Extra Medical Supplies? Send Them To Kenya! How The Supplies Can Make A Difference
Developing nations (a.k.a., third world countries) are on the lowest rung of the human socioeconomic ladder. They are always in desperate need of any kind of assistance. Medically speaking, they are barely surviving, and need more help than the 154 countries in this world that are doing better than they.
If you run a hospital or clinic, and you have extra medical supplies at the end of a fiscal year, you could donate them to a Kenyan non profit charity that oversees medical care for Kenyans. The tax write-off would help offset any taxes your hospital or clinic would owe, and you would be saving so many people in an impoverished company. Still not convinced? Here are some medical facts about Kenya, and how certain supplies would definitely help its people.
Malaria Is the Number One Killer of Kenyans
In an age where the mosquito is nothing more than a pest in the U.S., it kills thousands of people in Kenya every year. In fact, the malaria that is spread by mosquitoes in Kenya kills more each year than HIV and AIDS, which has been a leading cause of death for most Africans nationwide since the early 1980's. The truly crazy thing is, a simple shot of artemether-lumefantrine can prevent death from malaria. The U.S. has a stockpile of it. If you have this simple, life-saving medicine in your inventory, send all extra doses to Kenya with the doctors that travel there.
AIDS and STDs
If you do not have artemether-lumefantrine, send whatever extra doses of anti-viral and retro-viral medications instead. If you cannot help cure malaria, you can help treat Kenyans with HIV/AIDS, and help them live longer lives. Other anti-viral drugs used for other diseases, such as herpes and STDs, are also needed. Birth control and condoms are becoming more common as doctors are teaching the Kenyans about reproductive health, so these products are useful too.
Infections and Wounds
Believe it or not, a simple cut in an impoverished country can kill you. In Kenya, where there is little proper hygiene or clean, running water, a cut cannot be flushed or kept clean. These cuts frequently get infected, go systemic, and people die because they could not afford a doctor, bandages, or antibiotics. Sending your extra bandages, topical antibiotics, and oral antibiotics to medical charities in Kenya means that deaths from simple infections are eliminated.
Pregnancies, Mortality Rates, and Sexual Violence
Women and young girls in Kenya are frequently raped and/or they have their genitals mutilated by foreign objects. This leaves them pregnant, or dying of infections from the mutilation and the dozens of flies that crawl into the open wounds of their genitals. Sutures, surgical needles, and supplies needed to reconstruct genitals so that the worst cases are able to urinate properly and/or allow flow of menstrual blood are urgently needed. Otherwise, these girls and women die within days of being attacked.
Pregnancies are also a problem. Malnutrition in this country is another leading cause of death, and even more so for pregnant women and girls, and their infants. Mortality rates are some of the highest in all of Africa. Stillborn children are the result of poor prenatal care and malnutrition of the mothers. Any prenatal vitamins and feminine hygiene products that you can send, plus vitamins for the children these women already have, are as essential as the drugs and supplies previously mentioned.
If You Cannot Send Supplies, Why Not Send Yourself?
If you do not have any extra supplies, or you do not have the clearance to donate your extra supplies, why not donate your medical expertise? Public healthcare and voluntary healthcare makes up the vast majority of medical professionals that help these people. Even then, there is a drastic shortage of professionals who know what they are doing. Your expertise as a doctor or nurse would be just as invaluable as the supplies.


## [Task goal]
The records below are to be copied exactly, with every picture left out.

-- -- --

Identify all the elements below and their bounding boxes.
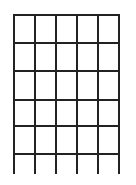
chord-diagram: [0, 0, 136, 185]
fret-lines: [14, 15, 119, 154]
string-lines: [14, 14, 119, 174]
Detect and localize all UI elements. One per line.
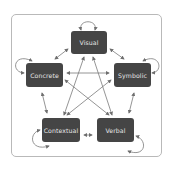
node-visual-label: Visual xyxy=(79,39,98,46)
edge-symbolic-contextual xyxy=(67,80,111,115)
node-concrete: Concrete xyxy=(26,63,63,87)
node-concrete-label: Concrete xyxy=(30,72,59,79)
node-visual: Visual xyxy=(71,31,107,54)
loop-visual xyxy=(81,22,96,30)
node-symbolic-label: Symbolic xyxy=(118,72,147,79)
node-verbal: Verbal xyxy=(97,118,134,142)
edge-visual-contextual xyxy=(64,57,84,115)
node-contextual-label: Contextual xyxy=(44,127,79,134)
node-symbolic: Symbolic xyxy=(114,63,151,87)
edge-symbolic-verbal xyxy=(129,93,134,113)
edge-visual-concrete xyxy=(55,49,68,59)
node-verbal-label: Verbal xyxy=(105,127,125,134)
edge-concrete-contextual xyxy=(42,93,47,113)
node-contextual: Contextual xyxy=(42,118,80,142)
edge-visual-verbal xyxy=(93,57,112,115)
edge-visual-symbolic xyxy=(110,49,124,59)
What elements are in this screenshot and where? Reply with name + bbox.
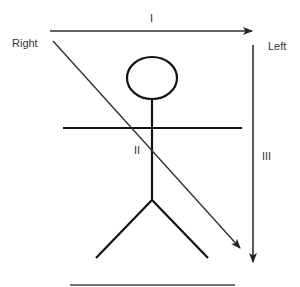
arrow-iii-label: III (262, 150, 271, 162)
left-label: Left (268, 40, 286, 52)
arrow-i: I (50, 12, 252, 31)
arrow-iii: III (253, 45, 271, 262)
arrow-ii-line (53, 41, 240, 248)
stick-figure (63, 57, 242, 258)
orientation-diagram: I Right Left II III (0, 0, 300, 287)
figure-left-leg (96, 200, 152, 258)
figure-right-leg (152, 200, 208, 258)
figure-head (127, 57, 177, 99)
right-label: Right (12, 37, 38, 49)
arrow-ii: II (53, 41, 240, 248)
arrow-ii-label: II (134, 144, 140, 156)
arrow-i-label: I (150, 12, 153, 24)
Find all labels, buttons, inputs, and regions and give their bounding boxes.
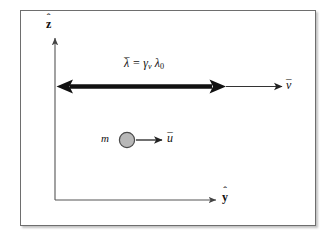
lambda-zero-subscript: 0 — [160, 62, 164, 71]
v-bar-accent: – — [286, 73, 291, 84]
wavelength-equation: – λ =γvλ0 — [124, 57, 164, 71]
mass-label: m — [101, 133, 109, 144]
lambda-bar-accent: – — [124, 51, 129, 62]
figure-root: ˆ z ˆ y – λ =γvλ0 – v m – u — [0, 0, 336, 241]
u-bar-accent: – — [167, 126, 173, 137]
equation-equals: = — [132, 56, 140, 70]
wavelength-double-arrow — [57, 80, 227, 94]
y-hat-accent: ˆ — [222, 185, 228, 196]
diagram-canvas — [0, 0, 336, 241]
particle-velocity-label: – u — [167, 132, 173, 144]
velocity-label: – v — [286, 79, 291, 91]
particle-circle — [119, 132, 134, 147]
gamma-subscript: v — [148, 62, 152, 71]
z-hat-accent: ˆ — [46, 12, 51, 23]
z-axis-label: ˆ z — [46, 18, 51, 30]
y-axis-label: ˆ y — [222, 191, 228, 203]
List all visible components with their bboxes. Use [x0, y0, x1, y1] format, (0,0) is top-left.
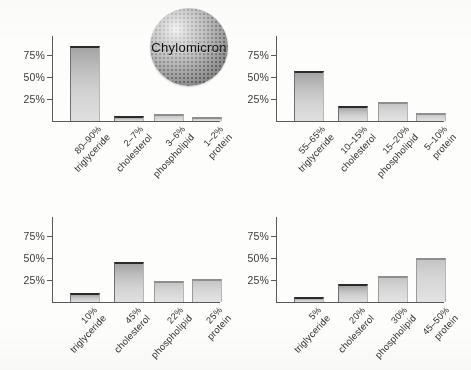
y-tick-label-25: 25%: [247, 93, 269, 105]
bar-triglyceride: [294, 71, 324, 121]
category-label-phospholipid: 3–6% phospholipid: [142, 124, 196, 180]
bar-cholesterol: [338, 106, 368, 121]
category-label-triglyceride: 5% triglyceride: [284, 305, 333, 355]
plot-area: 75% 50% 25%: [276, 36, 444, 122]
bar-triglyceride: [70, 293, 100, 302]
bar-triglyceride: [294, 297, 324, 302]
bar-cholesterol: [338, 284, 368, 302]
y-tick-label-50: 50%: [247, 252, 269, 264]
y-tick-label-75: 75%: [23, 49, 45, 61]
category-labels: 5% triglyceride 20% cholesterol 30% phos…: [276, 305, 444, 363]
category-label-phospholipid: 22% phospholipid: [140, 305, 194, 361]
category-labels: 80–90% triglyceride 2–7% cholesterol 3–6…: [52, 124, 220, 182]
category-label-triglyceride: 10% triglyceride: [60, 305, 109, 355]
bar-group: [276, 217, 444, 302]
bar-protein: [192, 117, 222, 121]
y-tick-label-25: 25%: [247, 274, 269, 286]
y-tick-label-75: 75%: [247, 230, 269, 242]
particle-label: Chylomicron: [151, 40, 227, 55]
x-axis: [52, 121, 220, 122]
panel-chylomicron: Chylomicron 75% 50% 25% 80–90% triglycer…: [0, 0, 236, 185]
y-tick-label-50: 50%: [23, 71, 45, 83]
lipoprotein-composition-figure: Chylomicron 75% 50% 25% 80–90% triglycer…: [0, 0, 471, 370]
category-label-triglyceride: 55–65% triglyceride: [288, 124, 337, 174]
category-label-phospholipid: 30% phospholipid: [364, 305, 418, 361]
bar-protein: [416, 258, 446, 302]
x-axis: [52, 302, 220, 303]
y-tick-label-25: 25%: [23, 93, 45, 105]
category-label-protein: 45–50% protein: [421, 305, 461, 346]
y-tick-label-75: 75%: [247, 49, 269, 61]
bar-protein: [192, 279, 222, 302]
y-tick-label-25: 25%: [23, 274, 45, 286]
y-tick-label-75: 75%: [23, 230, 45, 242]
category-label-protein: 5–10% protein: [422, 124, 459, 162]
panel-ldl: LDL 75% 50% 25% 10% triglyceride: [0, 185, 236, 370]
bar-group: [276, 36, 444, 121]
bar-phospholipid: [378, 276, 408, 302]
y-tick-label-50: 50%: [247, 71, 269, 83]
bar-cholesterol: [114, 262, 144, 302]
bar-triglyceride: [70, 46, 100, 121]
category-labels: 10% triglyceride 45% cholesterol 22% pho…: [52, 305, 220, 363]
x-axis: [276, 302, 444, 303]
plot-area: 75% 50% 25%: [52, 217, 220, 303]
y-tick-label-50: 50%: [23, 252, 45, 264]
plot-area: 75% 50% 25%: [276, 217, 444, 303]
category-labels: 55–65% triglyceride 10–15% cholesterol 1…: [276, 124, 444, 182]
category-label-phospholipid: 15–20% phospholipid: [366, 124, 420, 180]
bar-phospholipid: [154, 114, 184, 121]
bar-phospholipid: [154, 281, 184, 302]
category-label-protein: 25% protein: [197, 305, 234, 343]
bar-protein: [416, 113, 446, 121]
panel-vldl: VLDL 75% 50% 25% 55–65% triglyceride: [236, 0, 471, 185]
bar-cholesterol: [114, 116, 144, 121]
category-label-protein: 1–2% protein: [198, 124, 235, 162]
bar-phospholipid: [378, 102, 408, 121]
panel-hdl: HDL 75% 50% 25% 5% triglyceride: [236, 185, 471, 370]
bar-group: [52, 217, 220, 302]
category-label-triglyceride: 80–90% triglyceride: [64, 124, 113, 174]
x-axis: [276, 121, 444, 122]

-- -- --

## [Finished task]
Identify all the elements below and their bounding boxes.
chord-diagram: [0, 0, 136, 185]
fret-lines: [14, 15, 119, 154]
string-lines: [14, 14, 119, 174]
Detect and localize all UI elements. One per line.
node-visual-label: Visual xyxy=(79,39,98,46)
edge-symbolic-contextual xyxy=(67,80,111,115)
node-concrete: Concrete xyxy=(26,63,63,87)
node-concrete-label: Concrete xyxy=(30,72,59,79)
node-visual: Visual xyxy=(71,31,107,54)
loop-visual xyxy=(81,22,96,30)
node-symbolic-label: Symbolic xyxy=(118,72,147,79)
node-verbal: Verbal xyxy=(97,118,134,142)
edge-visual-contextual xyxy=(64,57,84,115)
node-contextual-label: Contextual xyxy=(44,127,79,134)
node-symbolic: Symbolic xyxy=(114,63,151,87)
edge-symbolic-verbal xyxy=(129,93,134,113)
edge-visual-concrete xyxy=(55,49,68,59)
node-verbal-label: Verbal xyxy=(105,127,125,134)
edge-concrete-contextual xyxy=(42,93,47,113)
node-contextual: Contextual xyxy=(42,118,80,142)
edge-visual-verbal xyxy=(93,57,112,115)
edge-visual-symbolic xyxy=(110,49,124,59)
What elements are in this screenshot and where? Reply with name + bbox.
arrow-iii-label: III (262, 150, 271, 162)
left-label: Left (268, 40, 286, 52)
arrow-i: I (50, 12, 252, 31)
arrow-iii: III (253, 45, 271, 262)
arrow-ii-line (53, 41, 240, 248)
stick-figure (63, 57, 242, 258)
orientation-diagram: I Right Left II III (0, 0, 300, 287)
figure-left-leg (96, 200, 152, 258)
figure-right-leg (152, 200, 208, 258)
figure-head (127, 57, 177, 99)
right-label: Right (12, 37, 38, 49)
arrow-ii: II (53, 41, 240, 248)
arrow-ii-label: II (134, 144, 140, 156)
arrow-i-label: I (150, 12, 153, 24)
Find all labels, buttons, inputs, and regions and give their bounding boxes.
lambda-zero-subscript: 0 — [160, 62, 164, 71]
v-bar-accent: – — [286, 73, 291, 84]
wavelength-equation: – λ =γvλ0 — [124, 57, 164, 71]
mass-label: m — [101, 133, 109, 144]
lambda-bar-accent: – — [124, 51, 129, 62]
figure-root: ˆ z ˆ y – λ =γvλ0 – v m – u — [0, 0, 336, 241]
u-bar-accent: – — [167, 126, 173, 137]
equation-equals: = — [132, 56, 140, 70]
wavelength-double-arrow — [57, 80, 227, 94]
y-hat-accent: ˆ — [222, 185, 228, 196]
diagram-canvas — [0, 0, 336, 241]
particle-velocity-label: – u — [167, 132, 173, 144]
velocity-label: – v — [286, 79, 291, 91]
particle-circle — [119, 132, 134, 147]
gamma-subscript: v — [148, 62, 152, 71]
z-hat-accent: ˆ — [46, 12, 51, 23]
z-axis-label: ˆ z — [46, 18, 51, 30]
y-axis-label: ˆ y — [222, 191, 228, 203]
List all visible components with their bboxes. Use [x0, y0, x1, y1] format, (0,0) is top-left.
y-tick-label-25: 25%: [247, 93, 269, 105]
bar-triglyceride: [294, 71, 324, 121]
category-label-phospholipid: 3–6% phospholipid: [142, 124, 196, 180]
bar-cholesterol: [338, 106, 368, 121]
category-label-triglyceride: 5% triglyceride: [284, 305, 333, 355]
plot-area: 75% 50% 25%: [276, 36, 444, 122]
bar-triglyceride: [70, 293, 100, 302]
bar-triglyceride: [294, 297, 324, 302]
bar-cholesterol: [338, 284, 368, 302]
y-tick-label-50: 50%: [247, 252, 269, 264]
y-tick-label-75: 75%: [23, 49, 45, 61]
category-labels: 5% triglyceride 20% cholesterol 30% phos…: [276, 305, 444, 363]
category-label-phospholipid: 22% phospholipid: [140, 305, 194, 361]
category-labels: 80–90% triglyceride 2–7% cholesterol 3–6…: [52, 124, 220, 182]
category-label-triglyceride: 10% triglyceride: [60, 305, 109, 355]
bar-group: [276, 217, 444, 302]
bar-protein: [192, 117, 222, 121]
y-tick-label-25: 25%: [247, 274, 269, 286]
y-tick-label-75: 75%: [247, 230, 269, 242]
particle-label: Chylomicron: [151, 40, 227, 55]
x-axis: [52, 121, 220, 122]
panel-chylomicron: Chylomicron 75% 50% 25% 80–90% triglycer…: [0, 0, 236, 185]
y-tick-label-50: 50%: [23, 71, 45, 83]
lipoprotein-composition-figure: Chylomicron 75% 50% 25% 80–90% triglycer…: [0, 0, 471, 370]
category-label-triglyceride: 55–65% triglyceride: [288, 124, 337, 174]
category-label-phospholipid: 30% phospholipid: [364, 305, 418, 361]
bar-protein: [416, 258, 446, 302]
x-axis: [52, 302, 220, 303]
y-tick-label-25: 25%: [23, 93, 45, 105]
category-label-protein: 45–50% protein: [421, 305, 461, 346]
y-tick-label-75: 75%: [247, 49, 269, 61]
bar-protein: [192, 279, 222, 302]
y-tick-label-25: 25%: [23, 274, 45, 286]
y-tick-label-75: 75%: [23, 230, 45, 242]
category-label-protein: 5–10% protein: [422, 124, 459, 162]
panel-ldl: LDL 75% 50% 25% 10% triglyceride: [0, 185, 236, 370]
bar-group: [276, 36, 444, 121]
bar-phospholipid: [378, 276, 408, 302]
y-tick-label-50: 50%: [247, 71, 269, 83]
bar-cholesterol: [114, 262, 144, 302]
bar-triglyceride: [70, 46, 100, 121]
category-labels: 10% triglyceride 45% cholesterol 22% pho…: [52, 305, 220, 363]
x-axis: [276, 302, 444, 303]
plot-area: 75% 50% 25%: [52, 217, 220, 303]
y-tick-label-50: 50%: [23, 252, 45, 264]
plot-area: 75% 50% 25%: [276, 217, 444, 303]
category-labels: 55–65% triglyceride 10–15% cholesterol 1…: [276, 124, 444, 182]
category-label-phospholipid: 15–20% phospholipid: [366, 124, 420, 180]
bar-phospholipid: [154, 114, 184, 121]
bar-phospholipid: [154, 281, 184, 302]
category-label-protein: 25% protein: [197, 305, 234, 343]
bar-protein: [416, 113, 446, 121]
panel-vldl: VLDL 75% 50% 25% 55–65% triglyceride: [236, 0, 471, 185]
bar-cholesterol: [114, 116, 144, 121]
category-label-protein: 1–2% protein: [198, 124, 235, 162]
bar-phospholipid: [378, 102, 408, 121]
panel-hdl: HDL 75% 50% 25% 5% triglyceride: [236, 185, 471, 370]
bar-group: [52, 217, 220, 302]
category-label-triglyceride: 80–90% triglyceride: [64, 124, 113, 174]
x-axis: [276, 121, 444, 122]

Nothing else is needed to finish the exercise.